I gaze out the window. Tiny flakes of snow slowly drift down coating the cars in the parking lot. It’s March, days before a new season begins.
OK, time to go. Kiss your wife.
I do as I’m told and I lean in and kiss her forhead like I would kiss my daughters goodnight.
Oh, you can do better than that!
Under the eye of two nurses, I lean over again … this time planting a kiss on her firm, dry lips. How long ago was it that I last did this? Five years? Six? The muscle memory lives on, but not the motivation. There’s nothing there – no spark of emotion beyond the concern for a friend. They might as well have asked me to kiss a stranger (or perhaps more appropriately – a roommate) on the lips. The feeling appears to be mutual. I squeeze her hand. You’re gonna be fine.
The performance satisfies. The pair of them – one pushing from the back the other guiding in front – wheel the bed into the operating room. I scan the room one more time. Busy nurses scurry about tending to half-a-dozen other patients in blue shower caps laying under brown blankets.
Family members surround an older man across the aisle. An elderly woman in a white button-up sweater holds his hand and chats away as though awaiting surgery is all perfectly normal. He tells her not to worry. A little while later, I talk with she and her daughter in the waiting room outside the recovery room. She tells me she’s hopeful as tears trickle down her cheeks. I wonder how long they’ve been together.

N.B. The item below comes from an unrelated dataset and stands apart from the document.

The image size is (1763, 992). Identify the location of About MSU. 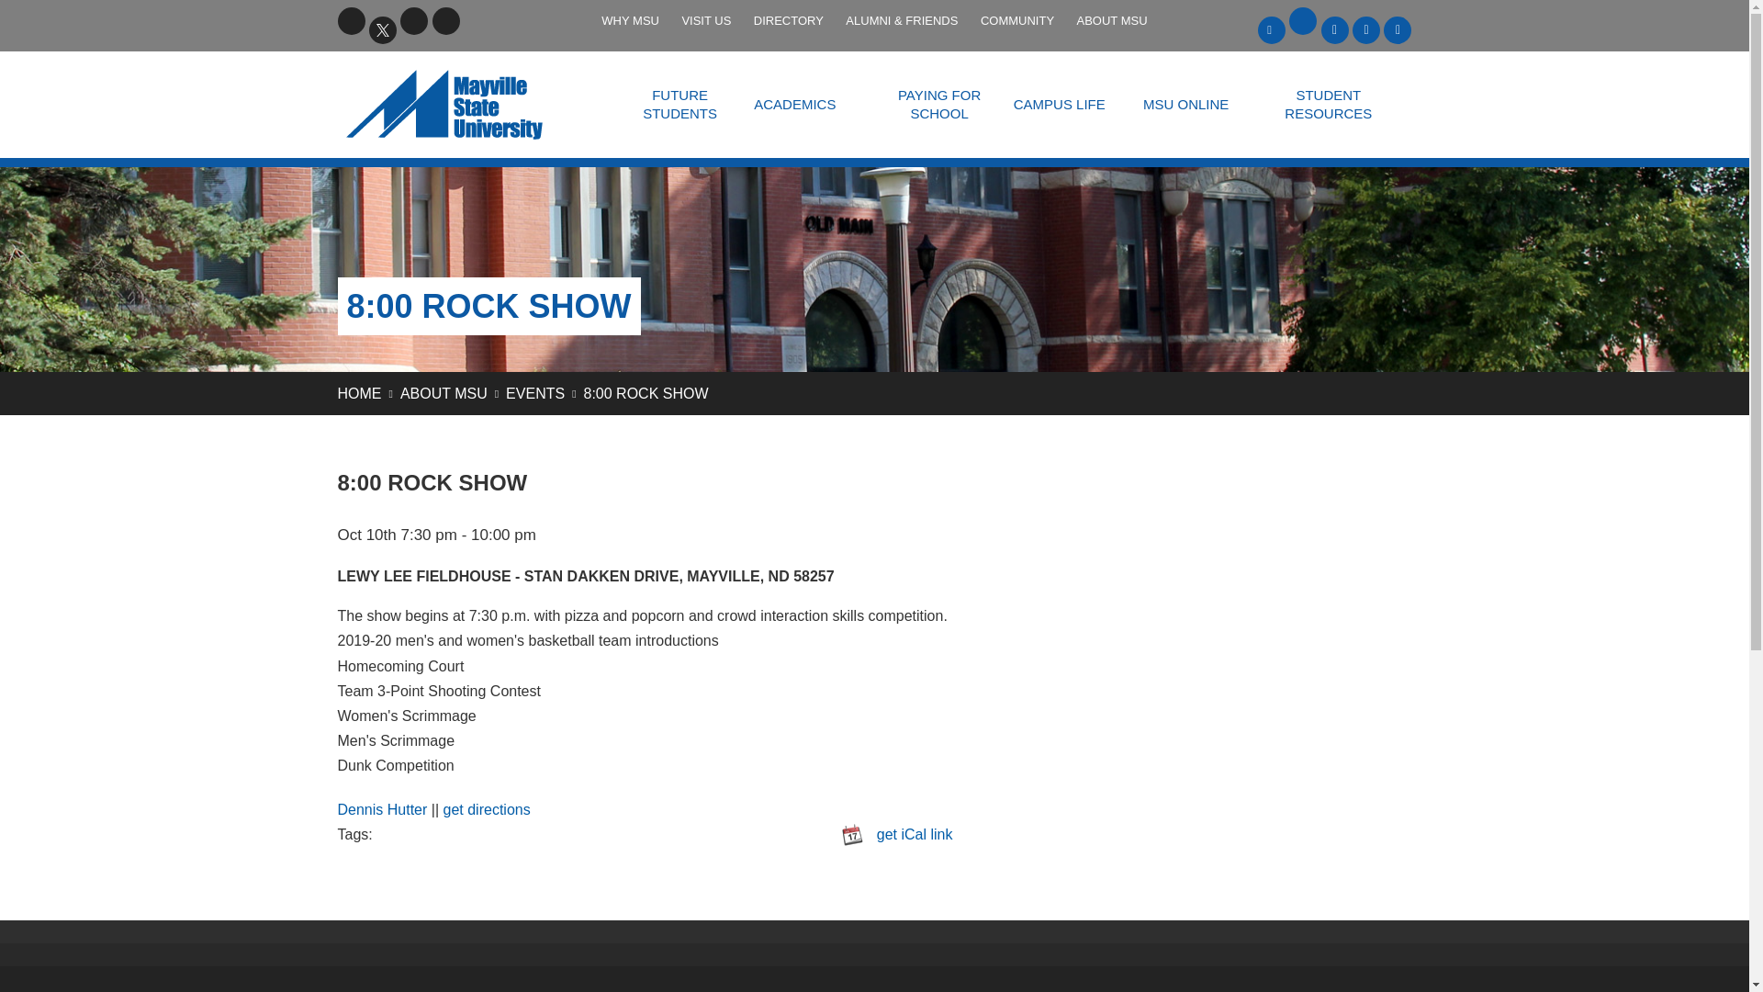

This is no time to think about or feel sorry for myself. Today’s surgery will be the first in a long line of procedures. I will return to this hospital to bear witness to additional surgeries, multiple oncological and surgical consultations, and the first of many rounds of chemotherapy. Over the course of a year, I have effectively become the sole provider for two children, a chronically ill woman and a pair of elderly parents facing their own health issues. I’ve dealt with a flooded basement and subsequent home renovations. I’ve had to legally defended myself from a mean-spirited, litigious neighbor. And all the while I’ve done what I can to maintain an air of normalcy given the circumstances.
“God won’t give you more than you can handle” offers a more spiritually inclined friend. And I can handle a lot. But, the one thing that breaks me slowly and inexorably is knowing that I was on the cusp of starting a new life and I’ve had to bury my heart to survive. A trapped fox will chew its own leg off to be free. I don’t have that luxury.
*****
And as I write this from a desk in a hotel room in Owego, New York, tiny flakes of snow are again slowly drifting down coating the cars in the parking lot.